A.P. Dawid, M. Musio

178 Table 2 Coefficients estimated by pseudo-likelihood (PL) and ratio matching (RM), swc = soil water content, spp= soil pathogen population

PL coefficient Intercept, α WE, β

RM sd

coefficient

sd

−2.9480

1.2383

−2.8188

1.5767

1.2933

1.4147

1.2823

1.1544

NS, γ

0.3524

2.3061

0.3734

1.6031

swc

0.0454

0.1162

0.0335

0.1493

spp

−0.0305

0.1719

−0.0500

0.2774

datasets we might expect more notable differences. In particular, when there are a number of sites where the probability is close to 0 (or 1) while the corresponding outcome is 1 (or 0)—situations penalised very heavily by the log score—the RM approach should be more relaxed than PL in allowing such seemingly discrepant estimates.
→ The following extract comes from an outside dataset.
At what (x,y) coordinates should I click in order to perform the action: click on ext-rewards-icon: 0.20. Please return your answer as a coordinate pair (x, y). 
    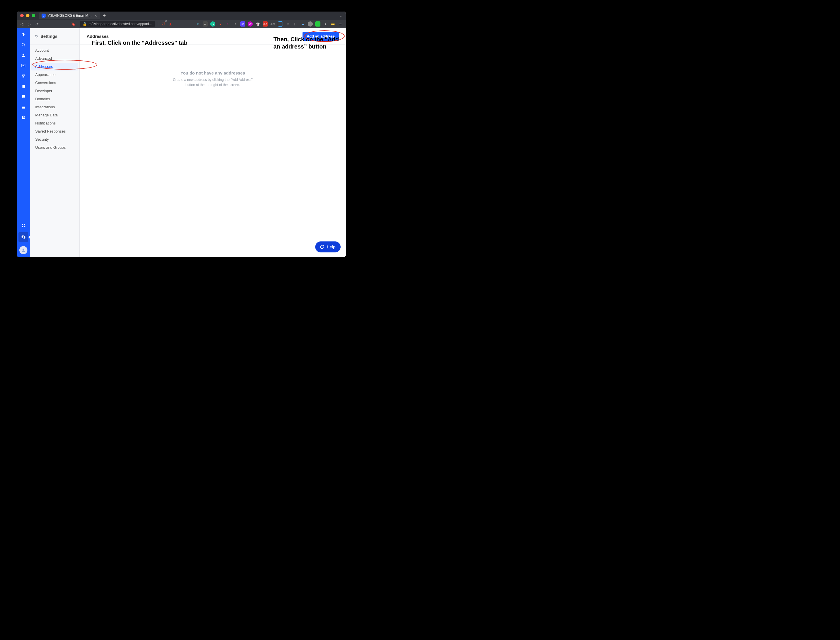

6 Concluding remarks The PL and RM methods, as well as methods similarly derived from other proper scoring rules, lead to estimators obtained by solving an unbiased estimating equation. In consequence, any such estimator will be consistent under repeated sampling. In the examples studied the estimates obtained from applying PL and RM are broadly in line, neither being obviously more accurate than the other. Further theoretical and computational work is under way to explore and compare their accuracy, efficiency and robustness properties. Datasets simulated with parameter-values close to criticality (Gumpertz et al. 1997, Table 1) should prove particularly illuminating. Acknowledgement

We are grateful to Elias Krainski for his assistance with using Rcitrus.